The right setbacks will make people grow, so what is the right setbacks?

Excessive adversity will make people form pessimistic cognitions such as "I can't do anything well", "my essence is not good", "I am superfluous when I live"; excessive favorable circumstances will make people have optimistic cognitions such as "I can do anything", "I can change the world", "the world revolves around me".

These cognitions, once formed, are sometimes difficult to modify. This perception is reinforced in the same context; it is ignored in different contexts. Once a person feels that he can't do it, even when he does, he will find reasons to say that it is lucky, not because of his own ability. Once you feel that you are good, when you can't do it, you will blame others, not your own ability.

You know, people will selectively pay attention to the events around them, and then selectively interpret the events around them, reinforcing their inner beliefs again and again.

The right setbacks will make people grow. So what is the right setback? The answer is that there are setbacks, but within the scope of ability. At this time, people will have space to reflect, train, and make their abilities stronger. "I can be depressed and fail, but not to the point of self-worth, so that it doesn't affect my view of life and other things." Psychologist Winnicott called it "just the right setback."

You can choose just the right amount of setbacks to allow yourself to grow. But some people feel that good times or bad times are given to us by life, not subject to personal will, how to choose? In fact, good times and bad times may be personal choices.

The environment itself is immutable, but you can choose a different environment. If you choose to talk business with the world's richest man, you experience adversity; if you choose to talk to me about business, you will experience good times. When faced with an unbearable setback, you can choose to give up, change to a relatively simple problem, and you will experience good times. You can choose to moderately reduce or increase the difficulty of the task to make yourself accept the challenge.

The right setbacks will make people grow, so what is the right setbacks?

For example, climbing a mountain, the height of the mountain is unchanged, but choose to use 10 minutes to sprint or 1 day to climb, you experience the difference between adversity and good times.

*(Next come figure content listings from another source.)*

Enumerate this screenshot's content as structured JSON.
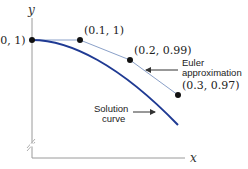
{
  "diagram": {
    "axes": {
      "x_label": "x",
      "y_label": "y",
      "axis_color": "#9a9a9a",
      "has_axis_break": true
    },
    "points": [
      {
        "label": "(0, 1)",
        "x": 0,
        "y": 1
      },
      {
        "label": "(0.1, 1)",
        "x": 0.1,
        "y": 1
      },
      {
        "label": "(0.2, 0.99)",
        "x": 0.2,
        "y": 0.99
      },
      {
        "label": "(0.3, 0.97)",
        "x": 0.3,
        "y": 0.97
      }
    ],
    "annotations": {
      "euler_line1": "Euler",
      "euler_line2": "approximation",
      "solution_line1": "Solution",
      "solution_line2": "curve"
    },
    "colors": {
      "solution_curve": "#1f3a93",
      "euler_polyline": "#8aa0c8",
      "points": "#111111",
      "arrows": "#333333"
    }
  }
}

The right setback is to climb the mountain just within your physical strength and willingness.

Optimistic people will choose the environment, adjust expectations, and make themselves happier; pessimistic people will force themselves to overcome hard under frustration, and then frustrated to find that they can't overcome it, and then give up.

Many parents will use "frustration education", they think that letting children experience setbacks can grow, in fact, setbacks beyond the child's ability to bear, will only make him feel that life is hopeless and full of pain. Some parents will use "appreciation education" to make children feel that they are doing everything very well, but the result is often that children have a false self-aggrandizement and cannot see the truth of the problem.

A good education is neither to create setbacks nor good times, but to help children face reality together, encourage them to try to overcome difficulties, but do not force them, and give him moderate support rather than standing by.

Whether it is for children or for yourself, when you feel energetic, you can moderately increase the difficulty of the task and challenge yourself. When you feel a little struggling, you need to reduce the difficulty of the task and let yourself go. When the difficulty of the task is not variable, you can flexibly change the task.

The right setbacks will make people grow, so what is the right setbacks?

The most beautiful thing in the world, I think, is three words: just right. These three words are easy to scare people, where is it so coincidentally just right, how to grasp this degree? Just right, it's a range, not a point, up and down more and a little less, no big deal, this is not scientific research, can not be quantified, all by feeling. So you have to pay attention to one thing in this world that is easy to overlook: feelings.

Do you know how you feel? Are you familiar with how you feel about yourself?